Regardless, the rise of “Daily Fantasy Sports,” as it is called, is causing some to scratch their heads and question whether or not this seemingly innocuous form of sports betting is truly gambling. After all, it is modeled after non-gambling fantasy sports leagues that friends and families have enjoyed together for years.

In reality, the sudden growth of FanDuel and DraftKings is not, as it seems, spontaneous and the result of an online game gone viral. Rather, it is the carefully crafted strategy of powerful gambling interests working to evade federal and state laws under the cloak of Daily Fantasy Sports. Like most other forms of high-stakes gambling, the practices of these operations are predatory, deceptive, and illegal, and they occur at the expense of everyday citizens. These games, in particular, are also heavily targeted at luring a whole new generation of young people into gambling and getting them hooked.
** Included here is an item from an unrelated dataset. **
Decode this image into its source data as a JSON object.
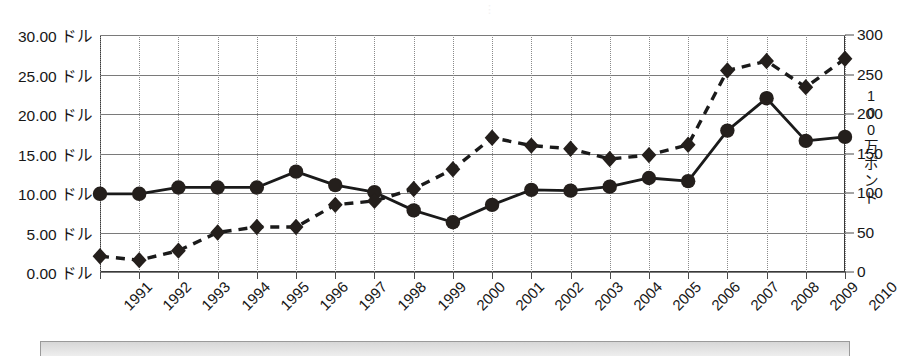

What’s Daily Fantasy Sports?

Season-long fantasy sports started as a hobby and a form of community. It is a social activity, where the trophy matters more than the money. In contrast, “Daily Fantasy Sports” is a fleecing operation, plainly incorporating the three elements of gambling: consideration, chance, and prize.

In season-long games, participants may exercise considerable skill in operating a team. They have to figure out who to draft, select who plays, make or reject trades, and analyze player and team statistics—all in hopes of having a successful season. Participants typically accumulate points based on the statistical accomplishments of the athletes they have selected to their teams through a draft. As originally conceived, these games were played between friends over the course of a sport’s regular season.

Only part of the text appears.